Backstage at Barack Obama's Headquarters

ABC's Charles Gibson visits for a meeting with candidate's top staff.

Chicago, Illinois, Feb. 28, 2007— -- The Obama campaign had a handful of staffers 13 months ago — few enough to operate out of one conference room. Fast forward to the present, and Obama has 33,000 square feet of downtown Chicago office space and no one is exactly sure how many staff.

"We got big very quick," Obama campaign manager David Plouffe told ABC's Charles Gibson Thursday. "And from a budget perspective, that gave me some angst. But it was clear that there was so much energy out there."

Watch "World News with Charles Gibson" TONIGHT at 6:30 p.m. ET for the full report.

Plouffe says that Obama's was a little unusual for a presidential campaign because it had to build up operations in states quickly based on the huge numbers of people who wanted to volunteer.

"Barack's a community organizer, and what he did not want to have is people say, 'I want to help you,' and we'd say, 'Well, call us back in 10 months.' So we really had to build quickly to support that," he said.

Added David Axelrod, Obama's chief strategist: "We made some prudent decisions initially to grab space where we could."

The campaign got a great deal on the Chicago space, paying $12 per square foot. And it has raised most of that money in a new way — accruing large numbers of small Internet donations that amounted to a staggering $36 million in January alone.

"Our per-dollar donation is $109 and that is revolutionary," Axelrod said. "And it bodes well for the future."

Fundraising techniques are not the only new thing about the way this campaign is being run. The campaign watches its primary opponent, Hillary Clinton, on six monitors in real time. Clinton's camp is doing the same.

"Given the nature of news today, cable news and so on, when she's making a speech, we're generally watching that speech," Axelrod said. "It's a minute-to-minute pursuit and you need to be on your toes."

If Clinton says or does something and Obama's campaign hasn't responded within an hour, they consider it running behind.

The campaign never seems to rest. Plouffe confesses that apart from a week of vacation in August, which he says "was not really a vacation" except in the sense that he was absent from the campaign, he has taken only Christmas Day off. He called it "surreal."

"These days, with technology, you really don't get any time off. And this campaign, from the get-go, has been just at a ferocious intensity. Someone coined the term a marathon at a sprint pace, and that's how it's been since day one." he said.

Plouffe describes the campaign as a collaborative effort that distinguishes itself from other campaigns because it lacks the "headquarters versus the states mentality." The central mission of the headquarters, he says, is to support the states where most of the employees are.

The 20-somethings in the New Media department are responsible for everything from designing merchandise sold on the Web site to blogging to editing and uploading videos to managing chat rooms.

Axelrod says that the money flows through the computers — a steady infusion of cash in $10, $25 and $50 dollar. Computers also allow people to interact with the campaign."It's strange that a computer terminal can make politics more intimate but that's what's happened," Axelrod said. "People can have a relationship with a campaign in a way that they couldn't before."

When asked whether he understands new media himself, Axelrod laughed, "I understand enough to defer to them."

Though the tone of the campaign headquarters was strikingly serene, Plouffe confessed with a chuckle, "We're on our best behavior with you here today."

That calm, according to Plouffe, comes from Obama himself.

"I think everything flows from the candidate," Plouffe said. "And he had a term when he first decided to run — he wanted a campaign with no drama, which was we would fight ferociously, we would work our tails off, we would debate vigorously. But that we would have no drama."

Plouffe calls Obama's campaign the "most collegial campaign" he's ever participated in and says that its operations prove what Obama says: that you can disagree without being disagreeable.

"I was motivated by Barack Obama's potential to do really wonderful things for his country." Plouffe said. "We all are doing this, I think, for the right reason."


BRIEF:
One number is the whole answer: how many lines of the records include "Nederlands".

ENTRIES SUPPLIED:
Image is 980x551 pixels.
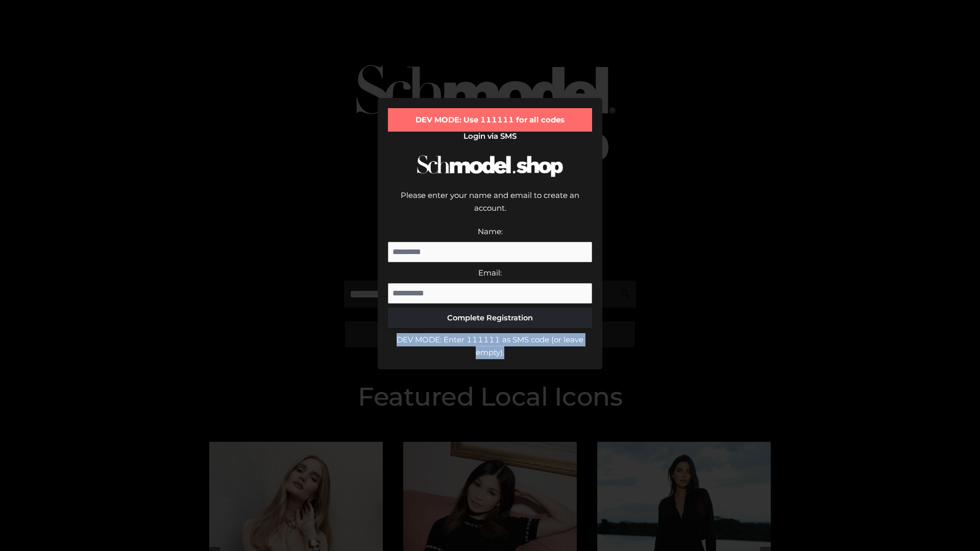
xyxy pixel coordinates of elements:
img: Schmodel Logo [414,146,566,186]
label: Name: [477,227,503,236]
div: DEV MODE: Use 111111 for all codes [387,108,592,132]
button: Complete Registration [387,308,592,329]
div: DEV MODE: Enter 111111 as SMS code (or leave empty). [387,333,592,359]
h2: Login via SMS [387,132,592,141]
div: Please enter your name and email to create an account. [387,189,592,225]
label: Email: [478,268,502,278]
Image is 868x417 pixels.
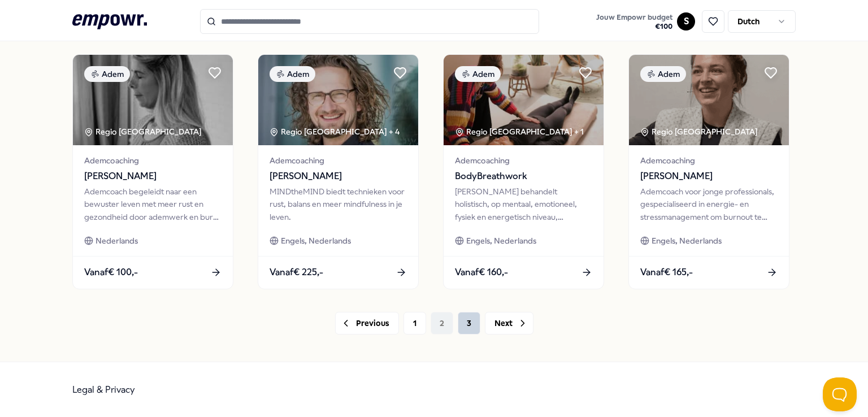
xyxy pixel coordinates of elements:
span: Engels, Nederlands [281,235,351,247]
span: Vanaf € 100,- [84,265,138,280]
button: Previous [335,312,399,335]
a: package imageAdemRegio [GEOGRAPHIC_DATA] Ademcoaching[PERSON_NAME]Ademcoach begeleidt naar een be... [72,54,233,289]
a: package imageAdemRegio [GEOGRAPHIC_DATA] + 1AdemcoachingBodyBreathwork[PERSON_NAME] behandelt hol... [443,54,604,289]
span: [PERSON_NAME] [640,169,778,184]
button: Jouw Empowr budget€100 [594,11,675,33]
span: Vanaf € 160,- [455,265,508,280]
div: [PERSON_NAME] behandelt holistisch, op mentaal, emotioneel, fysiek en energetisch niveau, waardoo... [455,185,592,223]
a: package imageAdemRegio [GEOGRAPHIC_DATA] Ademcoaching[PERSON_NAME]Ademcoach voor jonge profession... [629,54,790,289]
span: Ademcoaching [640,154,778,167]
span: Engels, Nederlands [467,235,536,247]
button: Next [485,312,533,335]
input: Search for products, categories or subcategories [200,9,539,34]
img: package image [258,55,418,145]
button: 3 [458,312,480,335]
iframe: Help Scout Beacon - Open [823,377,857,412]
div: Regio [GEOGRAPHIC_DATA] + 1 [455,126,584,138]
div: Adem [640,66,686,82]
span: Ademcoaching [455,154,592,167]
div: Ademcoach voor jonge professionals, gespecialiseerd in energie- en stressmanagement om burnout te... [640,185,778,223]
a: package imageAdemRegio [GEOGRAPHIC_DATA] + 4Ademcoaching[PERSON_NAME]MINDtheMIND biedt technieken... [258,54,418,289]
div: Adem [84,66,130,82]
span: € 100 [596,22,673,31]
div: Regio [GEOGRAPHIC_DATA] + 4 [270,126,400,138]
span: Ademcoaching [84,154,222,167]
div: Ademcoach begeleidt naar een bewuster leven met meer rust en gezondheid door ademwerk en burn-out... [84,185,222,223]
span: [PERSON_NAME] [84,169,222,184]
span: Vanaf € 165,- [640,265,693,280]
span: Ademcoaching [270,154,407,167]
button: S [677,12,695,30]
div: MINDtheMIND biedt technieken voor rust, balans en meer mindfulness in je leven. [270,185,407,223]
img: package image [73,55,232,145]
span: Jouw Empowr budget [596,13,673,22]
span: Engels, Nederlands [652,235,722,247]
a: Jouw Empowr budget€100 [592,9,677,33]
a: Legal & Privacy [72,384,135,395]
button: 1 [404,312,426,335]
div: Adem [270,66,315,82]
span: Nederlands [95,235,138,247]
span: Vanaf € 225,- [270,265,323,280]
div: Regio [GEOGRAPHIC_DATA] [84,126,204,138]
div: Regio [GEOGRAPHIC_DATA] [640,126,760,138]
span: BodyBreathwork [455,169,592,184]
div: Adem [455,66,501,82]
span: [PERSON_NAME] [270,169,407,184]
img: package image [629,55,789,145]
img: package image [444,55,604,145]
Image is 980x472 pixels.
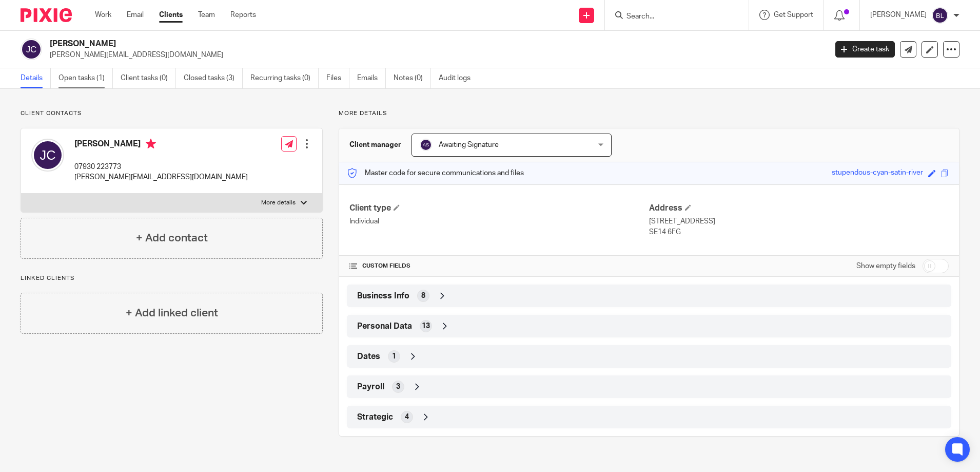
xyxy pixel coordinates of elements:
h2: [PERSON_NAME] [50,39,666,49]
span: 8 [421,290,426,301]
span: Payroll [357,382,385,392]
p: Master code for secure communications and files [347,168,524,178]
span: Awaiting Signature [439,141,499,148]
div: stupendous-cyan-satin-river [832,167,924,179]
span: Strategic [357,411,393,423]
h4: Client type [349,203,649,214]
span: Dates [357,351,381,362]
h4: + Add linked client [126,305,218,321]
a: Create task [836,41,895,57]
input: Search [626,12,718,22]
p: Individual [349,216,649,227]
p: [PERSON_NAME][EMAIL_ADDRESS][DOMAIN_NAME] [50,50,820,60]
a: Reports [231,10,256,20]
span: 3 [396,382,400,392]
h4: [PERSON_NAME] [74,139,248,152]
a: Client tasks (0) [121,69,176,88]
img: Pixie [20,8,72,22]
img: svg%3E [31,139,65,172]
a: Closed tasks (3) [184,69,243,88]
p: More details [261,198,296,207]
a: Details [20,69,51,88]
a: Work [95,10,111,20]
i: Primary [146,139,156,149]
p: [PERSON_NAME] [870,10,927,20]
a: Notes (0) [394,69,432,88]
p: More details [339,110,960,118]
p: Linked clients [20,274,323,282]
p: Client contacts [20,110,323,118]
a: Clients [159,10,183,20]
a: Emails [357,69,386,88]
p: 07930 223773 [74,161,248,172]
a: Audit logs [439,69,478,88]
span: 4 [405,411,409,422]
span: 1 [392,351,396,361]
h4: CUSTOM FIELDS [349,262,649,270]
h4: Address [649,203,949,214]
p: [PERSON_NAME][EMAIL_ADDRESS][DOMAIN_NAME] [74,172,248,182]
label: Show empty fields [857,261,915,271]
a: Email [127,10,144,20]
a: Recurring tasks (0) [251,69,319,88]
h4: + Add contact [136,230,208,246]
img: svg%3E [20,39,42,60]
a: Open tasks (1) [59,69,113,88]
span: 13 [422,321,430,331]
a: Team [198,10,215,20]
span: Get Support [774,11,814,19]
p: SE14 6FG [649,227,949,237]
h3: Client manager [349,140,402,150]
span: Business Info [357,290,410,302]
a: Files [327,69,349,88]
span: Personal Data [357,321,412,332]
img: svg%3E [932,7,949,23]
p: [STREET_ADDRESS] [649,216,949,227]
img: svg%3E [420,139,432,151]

OUTPUT FOR THIS TASK:
4